Breakthroughs like that help make a lifetime of painstaking detective work worthwhile. Cory says: “When you have come to an understanding of something important and you are the only one in the world who knows it, for just a few minutes – because of course, you have to publish it – just that moment is wonderfully exciting.

“It’s punctuated by lots of things that don’t work, long hard days at the lab where things go wrong … But understanding how life works is such an exciting voyage of discovery that you can put up with a lot of shipwrecks along the way.”

Cory grew up the eldest of three in a Kew family. Her father was an accountant and her siblings went into music and business; she says she was lured into science “by good teachers, of course … One was a year 9 teacher at Camberwell Girls Secondary School. She just had such an enthusiasm for science that it spilled over and infected you.”
Cory became firmly hooked at university when she learnt about DNA and chromosomes and genes: “Every lecture we heard, this story was unfolding.” She resists the notion that women scientists were unusual back then, pointing out that they’ve always been well represented in the biological sciences.

But when she was working casually at the CSIRO she saw a woman scientist forced to resign because she had married. Cory admits she was lucky to win her scholarship to study at Cambridge: “When I was a student there were very few scholarships at all to go overseas, but almost all of them stipulated men only. And the one I got – I think they forgot to say men only!”

It was at Cambridge that she met her American-born husband. They returned to Australia, had two daughters and worked together until Cory was in effect made his boss when she became director in 1996.

She misses the hands-on science, and the day-to-day working partnership: “It was difficult, in the sense that we’ve always worked as a total pair before … But I think it’s worked out surprisingly well … You can’t have two people being a director.

“I think a lesser man might have had more trouble than Jerry, but he’s an incredible person.”

CORY is surrounded by colleagues who not only admire her, but like her. Her formidable predecessor at the institute, Sir Gustav Nossal, launches into a 10-minute dissertation on her strengths: as a scientist of world renown, as a mentor of the best and brightest students, as a visionary leader who picked the importance of the genome project as the coming wave of world biotechnology. And as a person who would talk as nicely to the tea-lady as she would to the Health Minister.

Says Professor Bob Williamson, director of the Murdoch Institute: “She’s universally respected within the science and medical community for being scrupulously open and honest … She’s not Machiavellian.” He adds drily: “I think it’s possible to overcome those disadvantages if you’re good enough, and Suzanne is good enough.”

At 57, Cory’s professional preoccupations now revolve around ensuring that others get the kind of opportunities that have meant so much to her. She emphasises the need for a strong education system: “I am very worried about the cutbacks to the universities because if the universities aren’t strong, then we’re not going to produce good researchers. I know that at some universities, science enrolments are way down (since the introduction of tertiary fees).

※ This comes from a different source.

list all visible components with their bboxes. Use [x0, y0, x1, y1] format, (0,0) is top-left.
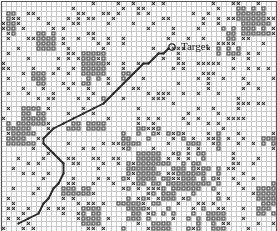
target-label: Target: [181, 41, 209, 52]
occupancy-grid-canvas: [0, 0, 277, 231]
grid-path-figure: Target: [0, 0, 277, 231]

Investment in education … is really absolutely fundamental.”

Australia is just holding its own in the brain-drain stakes, she says, with as many foreign scientists arriving as local ones are leaving.

But the situation could become critical if funding does not improve. “The US is doubling its (medical research) expenditure, the UK is committing huge amounts of resources; so are Japan and Korea … If they all start rolling before us, we’ll be playing catch-up.”